The steel industry is not all doom and gloom. An industry that remains innovative in which people continue to invest will create direct jobs, skills and broader regional economic growth. The steel industry has the potential to enjoy a long, sustainable, innovative and productive future. Earlier this month, for example, BOC, the biggest industrial gas company in the UK, signed a 15-year agreement to supply industrial gases to Sahaviriya Steel Industries UK, a major integrated iron and steel manufacturing facility based on Teesside in the constituency of my hon. Friend the Member for Redcar (Anna Turley) at the Teesside Cast Products site. The agreement is one of the largest gas contracts ever awarded in the UK. There has since been a turnaround, and the agreement represents a huge vote of confidence in the long-term sustainability of steelmaking on Teesside and the wider UK.
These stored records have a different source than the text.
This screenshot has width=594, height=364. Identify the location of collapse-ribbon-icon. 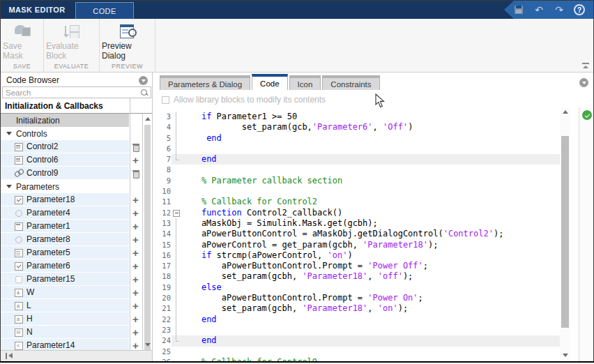
(586, 66).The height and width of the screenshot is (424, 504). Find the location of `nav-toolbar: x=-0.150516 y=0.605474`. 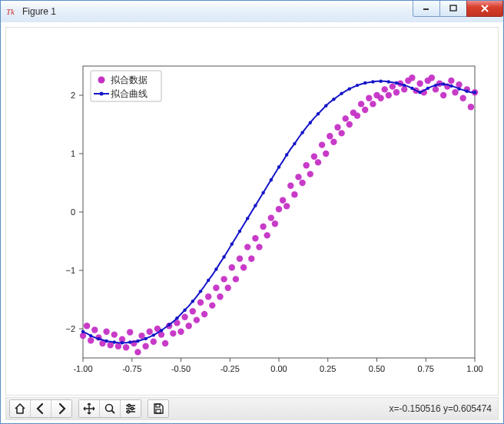

nav-toolbar: x=-0.150516 y=0.605474 is located at coordinates (252, 409).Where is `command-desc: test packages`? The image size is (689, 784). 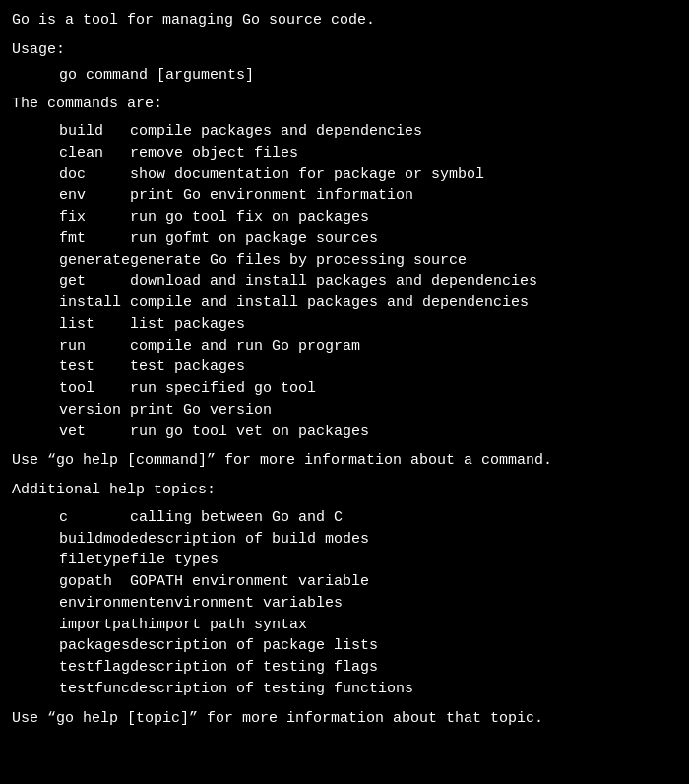 command-desc: test packages is located at coordinates (187, 367).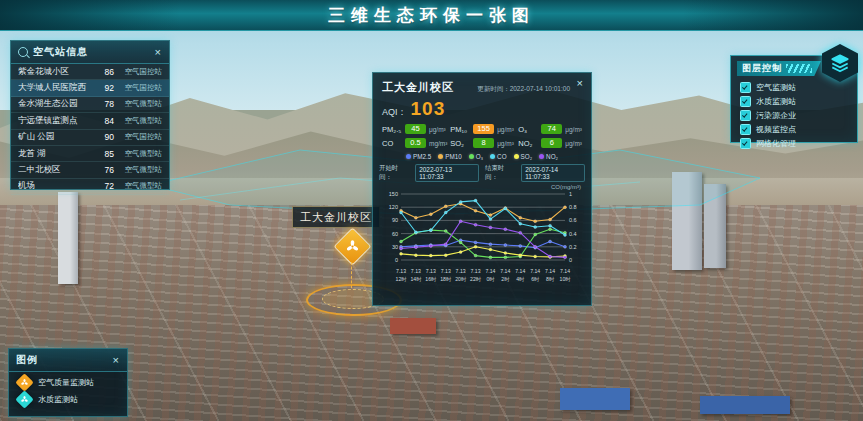 Image resolution: width=863 pixels, height=421 pixels. Describe the element at coordinates (24, 399) in the screenshot. I see `water-station-legend-icon` at that location. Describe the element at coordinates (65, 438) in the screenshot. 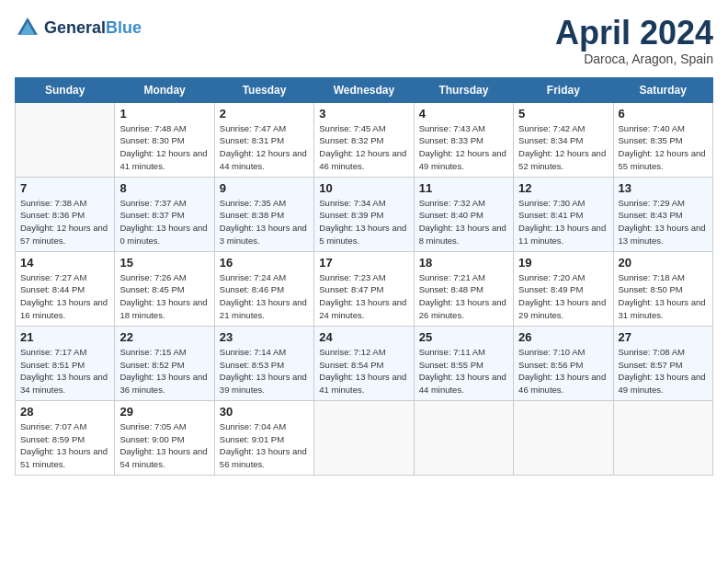

I see `calendar-cell: 28 Sunrise: 7:07 AM Sunset: 8:59 PM Dayl…` at that location.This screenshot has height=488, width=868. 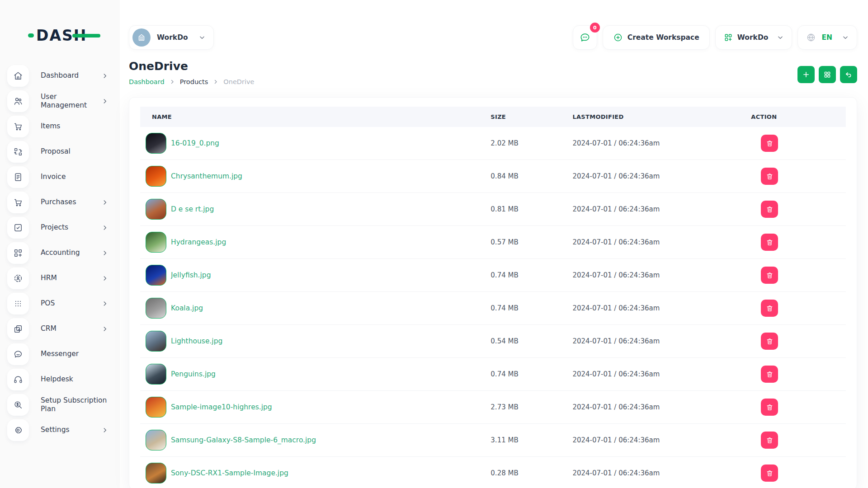 What do you see at coordinates (493, 210) in the screenshot?
I see `table-row: D e se rt.jpg 0.81 MB 2024-07-01 / 06:24…` at bounding box center [493, 210].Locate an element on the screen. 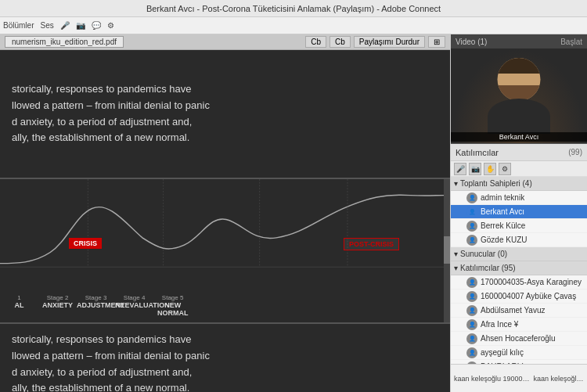  participant-afra: 👤 Afra İnce ¥ is located at coordinates (519, 325).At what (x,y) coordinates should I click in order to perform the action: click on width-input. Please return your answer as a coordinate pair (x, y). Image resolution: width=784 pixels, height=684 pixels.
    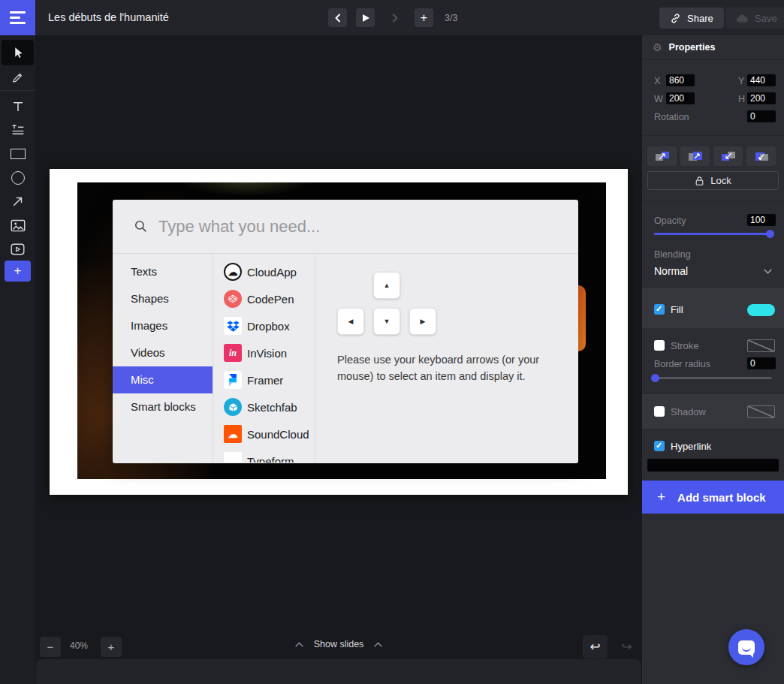
    Looking at the image, I should click on (680, 98).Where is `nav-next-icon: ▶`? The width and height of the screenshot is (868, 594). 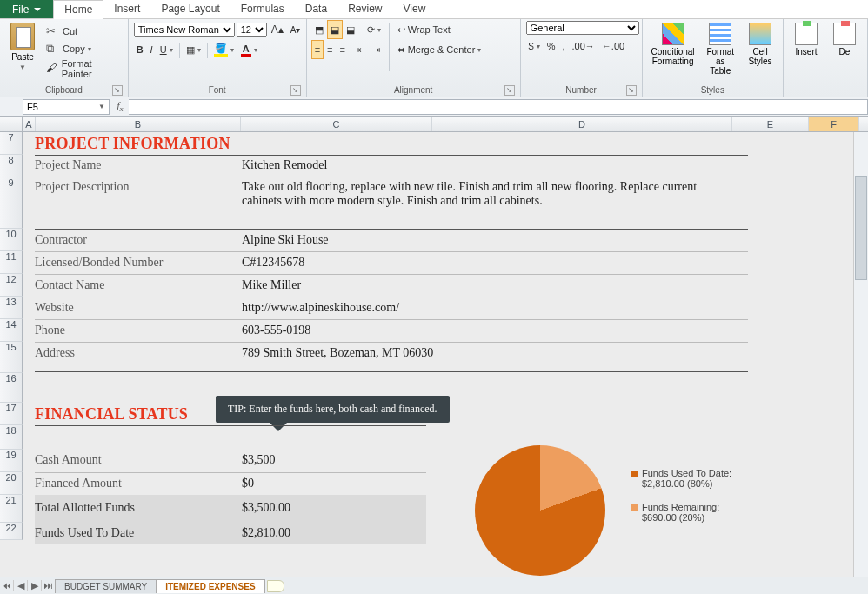
nav-next-icon: ▶ is located at coordinates (35, 586).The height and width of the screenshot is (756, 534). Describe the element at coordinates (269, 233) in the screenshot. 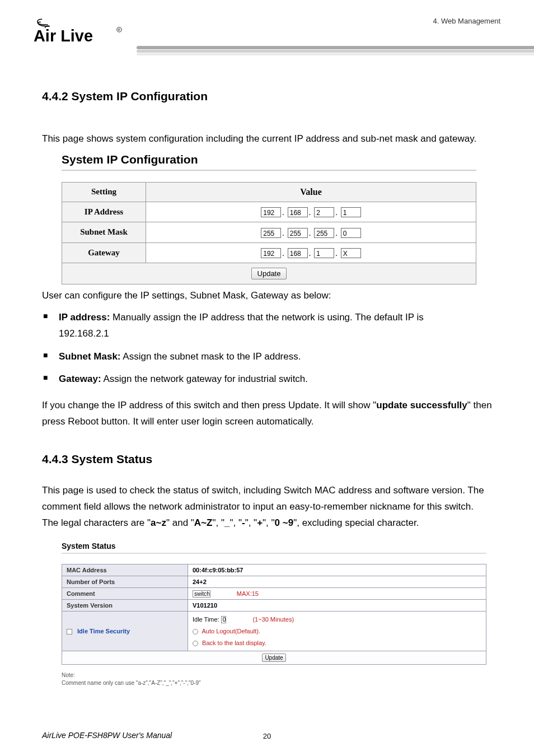

I see `ip-config-table: Setting Value IP Address 192. 168. 2. 1 …` at that location.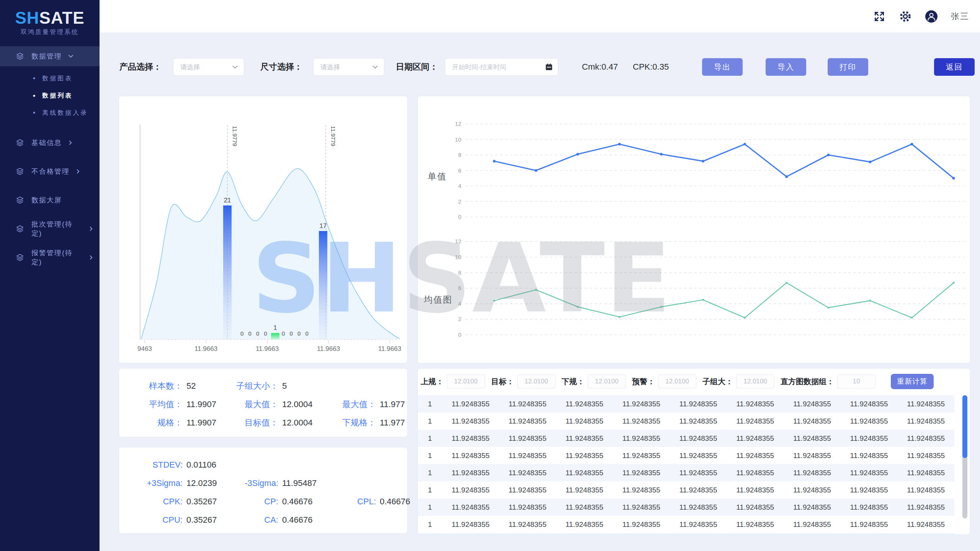  What do you see at coordinates (157, 423) in the screenshot?
I see `stat-label: 规格：` at bounding box center [157, 423]. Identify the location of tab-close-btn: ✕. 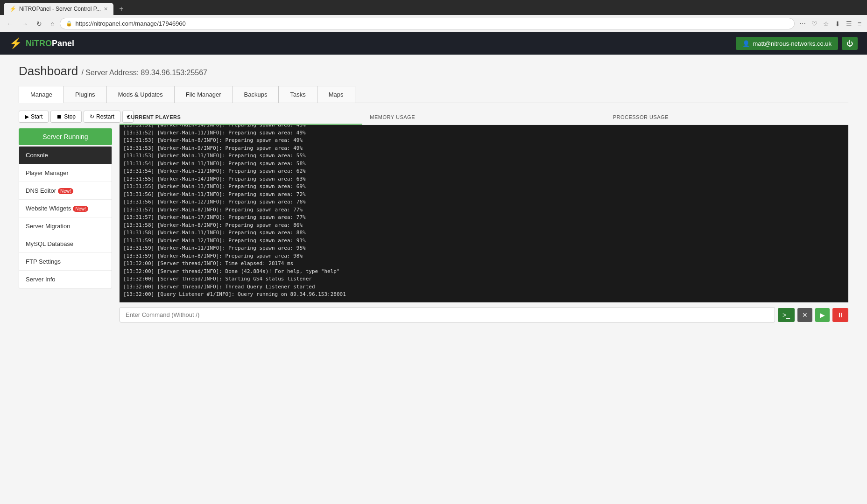
(106, 9).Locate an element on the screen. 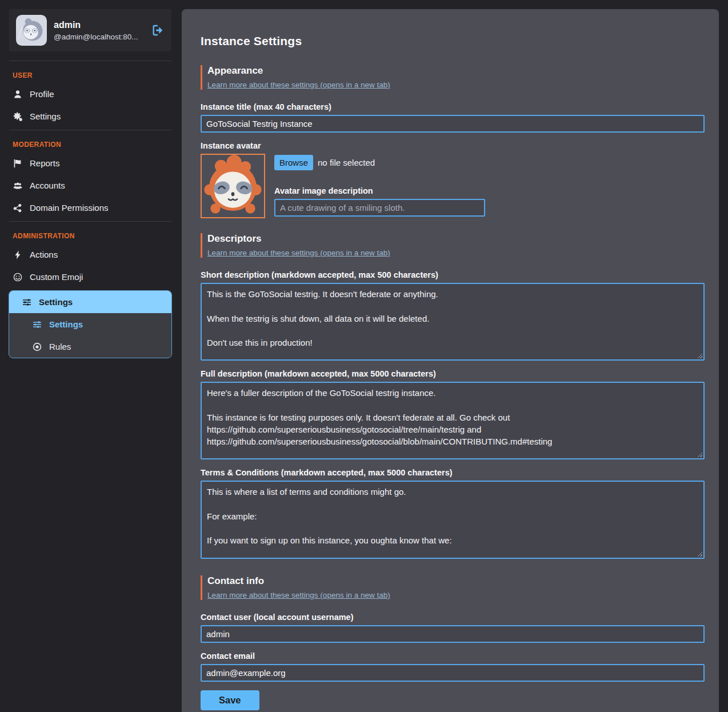  users-icon is located at coordinates (18, 186).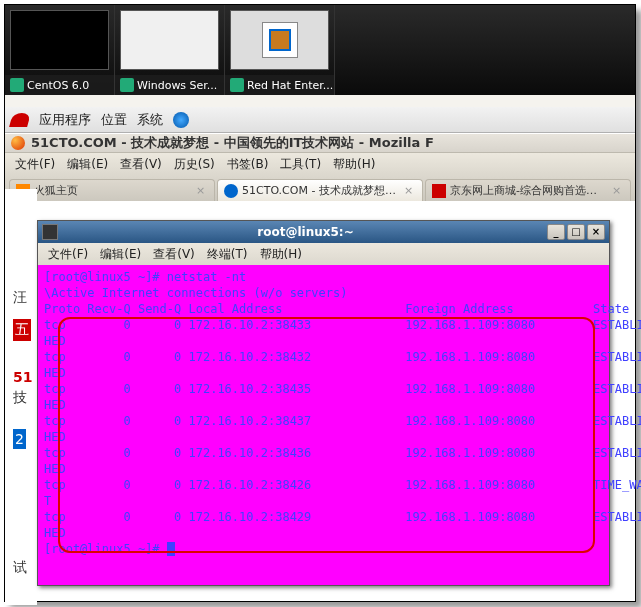 The width and height of the screenshot is (641, 607). What do you see at coordinates (596, 232) in the screenshot?
I see `close-button: ×` at bounding box center [596, 232].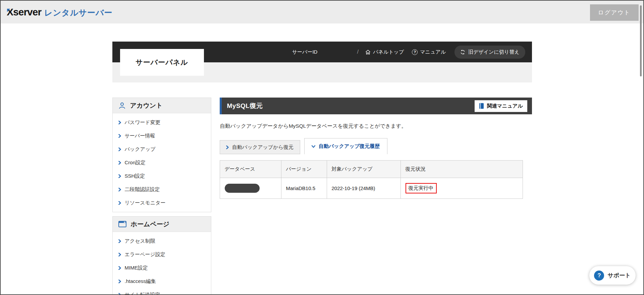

Another example, again from Teesside, is the cluster of energy-intensive industries in the Tees valley that recently set out a bold plan for the UK to lead the world in combining a growing industrial base with substantial reductions in carbon emissions. What is planned will be Europe’s first industrial carbon capture and storage network. CCS is a group of proven technologies that can capture, transport and permanently store up to 90% of carbon dioxide emissions produced by burning fossil fuels, thereby preventing them from entering the atmosphere. To date, the focus in the UK has been on commercialising CCS for electricity generation. Teesside Collective is an important departure; its premise is that a range of industries will be able to capture their emissions, plug them into a shared pipeline network and send them for permanent storage under the North sea. CCS is significant for the steel industry, as an energy-intensive industry, because the EU emissions trading system is likely to remain the primary driver of reducing industrial emissions up to 2030. Following the agreement of a new EU climate change package in 2014, sectors within the EU ETS will collectively need to reduce emissions by 43% between 2005 and 2030. Such reductions may be hard to achieve for sectors such a steel, but that type of programme offers a high-tech solution.
Projects such as the Teesside Collective may be crucial for the long-term future of the steel industry, and I welcome the support that the project has received from the Department of Energy and Climate Change. It is vital that the Government are proactive in supporting the steel industry. Such support does not have to consist of intervention similar to that in Italy, where the largest steelworks is in the process of being nationalised—incidentally, it is one of the worst-polluting steelworks in the EU. Government support could take the form of policies such as competitive energy prices and business rates. Following the review that ended in June, a swift, positive response is now required.
My hon. Friend has talked a lot about energy prices, which are a problem. If energy costs move against a plant, it does not matter how efficient the plant is; it will be difficult for it to compete against foreign competition.